In beautifully plainspoken prose, Schmidt offers both some
history & some interesting argumentation.  She positions
her argument as a new "idealism" juxtaposed to the
"materialisms" of a selection of past theorist.  But how
well does that dichotomy actually fit her paper's argu-
ment?  Is her story of conservative Protestant leadership
struggling to maintain status under the new pressures of
the Early Republic in fact more like than unlike Gus-
field's "status politics" argument in *Symbolic Crusade*?

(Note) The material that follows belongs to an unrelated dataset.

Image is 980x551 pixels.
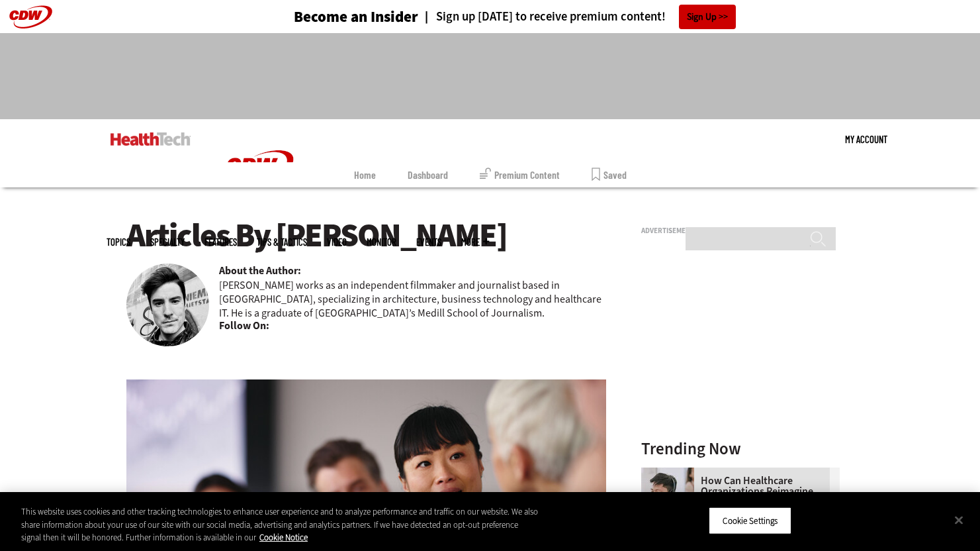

How well does the "materialist" label actually fit Le-
vine's & Rorabaugh's hypotheses about temperance's Amer-
ican origins?  Where is arguably the temperance movement's
most materialistically oriented American theorist--John Rum-
barger--in Schmidt's discussion?  Schmidt's essay
implicitly locates the seeds of what Selden Bacon called
the classic American temperance movement in the beleagured
leadership of contemporary Presbyterian & Congregational
churches.  But how then are we to interpret the strong
currents of temperance sentiment that flowed as readily
through the evangelical denominations (Methodists &
Baptists) whose numbers swelled over the 19th-c's 1st
half?  How should we translate the status-preserving
preoccupations of men like Dwight & Beecher into the
motives & interests of the men & women of the T movement's
rank & file?  Schmidt argues that the key doctrinal shift at
the temperance movement's commencement was the jettisoning
of traditional Calvinism's commitment
to predestination & the community of the elect.  She makes
the novel & interesting argument that a new commitment to
sobriety derived from the new premium on sober rationality
that the new ideology of earned or self-chosen grace
occasioned.  But doesn't this premium on sobriety also as
easily recall traditional Calvinism's demand for
second-to-second vigilance re personal conduct?  How does
Schmidt's argument relating to this new premium on sober
rationality apply to the temperance-related enthusiasms of
the considerably less rationalistically oriented evangelical
denominations?  The floor, folks, is open!